Rewrite / edit a commit earlier in history
I'm looking for the recommended strategy to rewrite a commit (in my case split it in two, but there could be other cases) earlier in history. That is basically what can be achieved in git with git rebase -i.
Situation as follows: You work on branch 'mybranch' (locally, has not been published) and realize a while back you made a commit (revision x) that contains work that should have been separated in 2 commits. In my case that was needed because I wanted to branch from that commit the split would introduce.
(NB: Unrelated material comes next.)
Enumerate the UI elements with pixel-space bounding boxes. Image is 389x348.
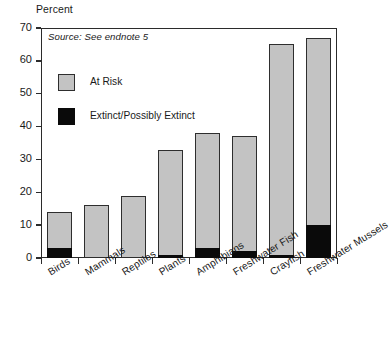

But in general you might want to do that to get a "nicer" history for your branch.
repo
trunk
mybranch
....
My strategy (x is the revision to split, you do the math):
bzr branch trunk mybranch-new
cd mybranch-new
bzr merge -r x ../mybranch
(revert what I don't want to have in the 1st commit)
bzr revert --forget-merges .
bzr commit -m "newly introduced commit"
bzr merge -r x ../mybranch
(resolve conflicts)
bzr revert --forget-merges .
bzr commit -m "the rest of revision x"
bzr replay -r x+1.. ../mybranch
Of course you can use this strategy to split a commit in arbitrary many smaller commits by always repeating the merge and reverting as necessary. Also by not replaying all of the remaining history, further commits can be edited.
Is this a reasonable strategy to follow or particularly intricate?